Moving a bit wider, it’s worth considering people who use physical movement as their main mode of expression and understanding – of these, dancers seem the most extreme, constructing images based on the feeling of the body. One interesting example comes from ‘Thinking with the body’, a collaboration between choreographer Wayne McGregor, cognitive scientist Phil Barnard, digital artist Nick Rothwell and others, where an attempt was made to create a system to generate images of movement based on words typed in to a computer. Nick says at the end of the process that:
‘sitting down at a desk (to use this system in the dance studio) broke the physical thinking and physical making in a way that was losing many of the benefits you were wanting to achieve’.
In another video from the same project, the benefits of physical movement are made clear – in this case for changing our perspectives on an issue:
‘Change where you are in relation to an image.
Shift where you are in relation to a sound (or shift the sound in relation to you)
Go ‘out of the picture’
Step inside of the object’
This change in perspective is something we often think about with computer games – which remain a serious medium allowing players to take on a different entity to see and explore the world from a new vantage point. This is a variation on the idea of Umwelt (in ethology) - the world as it is experienced by a particular organism - "the worlds they perceive, their Umwelten, are all different". We also use physical perspective changing in our workshop and prototyping approaches.
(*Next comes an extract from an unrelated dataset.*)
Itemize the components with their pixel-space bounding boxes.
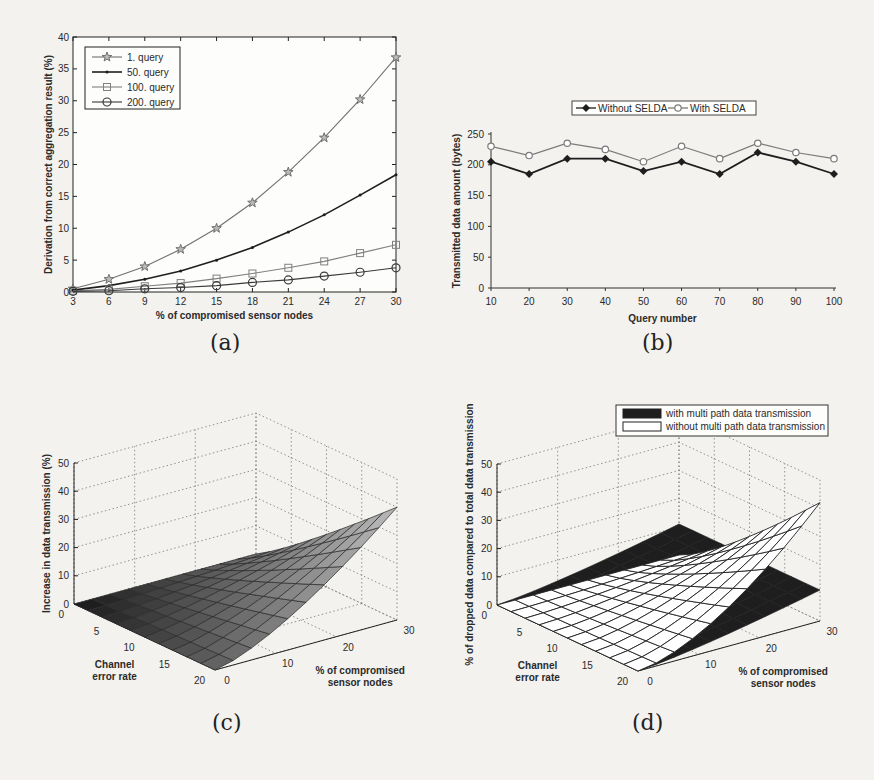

This blog-exploration of course suffers from being based on a leading question – if we looked for evidence that screens were better than tangible interfaces, I expect we’d also find the evidence lacking. There are some obvious benefits to screen-based interfaces – they’re cheap, relatively easy to make, the hardware is off-the-shelf, and there’s a consistency that means generally people will be able to figure them out quite quickly. However, the evidence that screen-based interfaces are rather limiting seems strong enough to warrant a thorough exploration of the design possibilities and potential applications of tangible interfaces.
Conclusions drawn
- Tangible interfaces probably make it easier for more people to be involved in a collaborative effort – typically a screen faces one way, a keyboard and mouse are used by one person – multiple screens, entire rooms of screens etc. are of course all possible, but tangible interfaces will expand the possibilities.
- Tangible interfaces allow the user physically change perspective, and from there it might be easier to change perspective mentally. Moving around an interface in three dimensions, being able to move physical objects and then look again from multiple angles could lend itself to all sorts of interesting applications.
- There are interesting opportunities for making the connection between something you change and the result quite transparent. This is not unique to tangible interfaces but they do exand the possible ways of doing making these connections more clear.
- I’m not convinced yet that we can say tangible interfaces make people learn better, but I think it’s fair to say that if we envoke more senses, more people will be attracted to a system and it should be a more interesting experience. This poses clear benefits if the purpose of the tangible interface is to explore a problem and come up with a solution. The more people involved in a problem, and the greater diversity of those people, the more likely we are to reach a better solution/outcome.
- We can learn something from the psychology embodiment literature when we design tangible interfaces - particularly by thinking more deeply about the task-relevant resources available to a human, in the brain, body or environment, and how these can be assembled to solve a particular task.